The Stack

These are the eight protocols I follow. Not supplements I've tried. Not things I read about. The ones I've kept for years because the numbers support them and I feel the difference when I stop.


1. Morning Light
First thing every morning, I go outside and put sunlight in my eyes. No sunglasses. Five to ten minutes, within an hour of waking. This sets the circadian clock — the master timer that governs cortisol, melatonin and melanin, sleep quality, and metabolic function. Andrew Huberman's lab at Stanford has done the most rigorous public work on this. I was doing it before I knew the mechanism. The mechanism confirms what I noticed.

2. Cod Liver Oil
One tablespoon of lemon-flavored cod liver oil every morning. Omega-3 fatty acids (EPA and DHA), vitamin D, vitamin A — the whole package, in the form the body recognizes. I use Carlson's. I've used it for years. My inflammation markers reflect it.

3. Kefir
One-half cup of whole-milk kefir daily. Kefir delivers live bacterial cultures — significantly more diverse and numerous than yogurt — directly to the gut. My Viome results have tracked the improvement in my microbiome over time. The data is not ambiguous.

4. Vibration Plate
Ten minutes every morning on a whole-body vibration plate. Bone density. Lymphatic movement. Balance and proprioception. The research on vibration therapy and bone density in older adults is solid. I notice it most in my balance.

5. Red Light Therapy
Ten minutes daily in front of a red and near-infrared light panel. Mitochondrial function, cellular repair, inflammation reduction. This is the protocol I've added most recently. The research base is growing fast and the mechanism — photobiomodulation at the mitochondrial level — is well-established.

6. Viome
I've been a Viome subscriber for five years. Viome analyzes gut microbiome RNA (not just DNA — what the microbes are actually doing, not just what's there) and produces a personalized supplement protocol. Sixty supplements in one morning packet, calibrated to my specific biology. This is P4 Medicine (Predictive, Preventive, Personalized, and Participatory) made practical.

7. Vagus Nerve Activation
Every morning: humming, cold water on the face, slow diaphragmatic breathing. The vagus nerve is the longest cranial nerve in the body — it runs from the brainstem to the gut and governs the parasympathetic nervous system. In 1973, a professor at Stanford told a room of first-year medical students it was vestigial. It is not. I've been activating it deliberately for years.

8. Cold Exposure
Cold water at the end of every shower. Not an ice bath — a deliberate cold finish. Norepinephrine release, brown fat activation, mental resilience. The body's adaptation to controlled stress is one of the most reliable mechanisms in the physiology literature.


These protocols are what I do. They are not prescriptions. Run anything you want to try past your own doctor first.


▶ **ASSIGNED TASK**: Copy each line of the listing below where the word "axis" turns up.

▶ **RECORDS TO PROCESS**:

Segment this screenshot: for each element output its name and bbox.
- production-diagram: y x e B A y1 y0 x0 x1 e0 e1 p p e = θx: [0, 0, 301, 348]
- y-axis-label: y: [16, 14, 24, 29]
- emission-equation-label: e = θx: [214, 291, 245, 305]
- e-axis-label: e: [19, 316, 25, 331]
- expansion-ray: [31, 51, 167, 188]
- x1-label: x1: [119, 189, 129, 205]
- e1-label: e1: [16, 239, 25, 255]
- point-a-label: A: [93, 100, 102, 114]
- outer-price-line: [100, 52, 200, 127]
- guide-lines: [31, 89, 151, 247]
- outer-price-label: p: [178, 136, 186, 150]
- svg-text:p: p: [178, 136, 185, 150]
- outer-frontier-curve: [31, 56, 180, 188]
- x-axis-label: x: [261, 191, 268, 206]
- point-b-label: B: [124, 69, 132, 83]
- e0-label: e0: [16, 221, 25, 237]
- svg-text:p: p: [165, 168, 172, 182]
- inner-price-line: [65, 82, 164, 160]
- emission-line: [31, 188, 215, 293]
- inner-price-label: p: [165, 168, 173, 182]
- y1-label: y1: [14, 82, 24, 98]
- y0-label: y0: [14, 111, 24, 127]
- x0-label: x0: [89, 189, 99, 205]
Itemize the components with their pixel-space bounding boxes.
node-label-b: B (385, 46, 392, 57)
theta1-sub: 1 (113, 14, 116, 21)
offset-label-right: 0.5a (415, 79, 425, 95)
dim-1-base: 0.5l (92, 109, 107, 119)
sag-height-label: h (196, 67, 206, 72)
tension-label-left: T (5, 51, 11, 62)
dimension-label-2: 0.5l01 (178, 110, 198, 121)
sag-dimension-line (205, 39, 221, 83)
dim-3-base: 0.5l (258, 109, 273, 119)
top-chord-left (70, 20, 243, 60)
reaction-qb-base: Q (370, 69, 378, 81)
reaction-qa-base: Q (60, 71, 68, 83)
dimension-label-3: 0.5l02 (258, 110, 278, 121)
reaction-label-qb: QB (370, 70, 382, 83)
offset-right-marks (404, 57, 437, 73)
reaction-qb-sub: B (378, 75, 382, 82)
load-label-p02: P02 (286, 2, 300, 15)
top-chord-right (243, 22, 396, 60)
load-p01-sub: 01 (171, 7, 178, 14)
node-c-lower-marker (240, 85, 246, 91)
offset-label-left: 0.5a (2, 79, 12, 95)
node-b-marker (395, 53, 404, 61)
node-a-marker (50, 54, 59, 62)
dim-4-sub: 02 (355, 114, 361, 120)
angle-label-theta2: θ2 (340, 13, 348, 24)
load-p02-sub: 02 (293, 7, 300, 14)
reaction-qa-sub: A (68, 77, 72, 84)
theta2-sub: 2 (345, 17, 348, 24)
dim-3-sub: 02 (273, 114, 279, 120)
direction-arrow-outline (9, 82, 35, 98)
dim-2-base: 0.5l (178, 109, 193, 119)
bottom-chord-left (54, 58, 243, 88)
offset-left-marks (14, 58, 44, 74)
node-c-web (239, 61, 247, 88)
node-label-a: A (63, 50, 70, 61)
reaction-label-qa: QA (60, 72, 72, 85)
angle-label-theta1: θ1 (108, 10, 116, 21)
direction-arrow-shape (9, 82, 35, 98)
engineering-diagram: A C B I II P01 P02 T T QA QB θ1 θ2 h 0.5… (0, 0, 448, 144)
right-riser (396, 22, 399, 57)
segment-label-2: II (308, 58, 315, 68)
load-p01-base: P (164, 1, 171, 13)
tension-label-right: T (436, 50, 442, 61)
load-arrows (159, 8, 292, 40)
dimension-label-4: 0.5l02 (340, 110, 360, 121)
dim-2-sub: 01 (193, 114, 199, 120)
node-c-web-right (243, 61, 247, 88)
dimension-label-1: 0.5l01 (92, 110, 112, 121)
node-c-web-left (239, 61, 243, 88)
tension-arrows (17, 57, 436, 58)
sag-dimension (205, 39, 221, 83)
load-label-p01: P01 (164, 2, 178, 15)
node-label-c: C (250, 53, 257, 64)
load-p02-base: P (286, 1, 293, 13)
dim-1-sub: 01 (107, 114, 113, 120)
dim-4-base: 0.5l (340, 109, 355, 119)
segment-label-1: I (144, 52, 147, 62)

▶ **RESULT**:
- y-axis-label: y: [16, 14, 24, 29]
- e-axis-label: e: [19, 316, 25, 331]
- x-axis-label: x: [261, 191, 268, 206]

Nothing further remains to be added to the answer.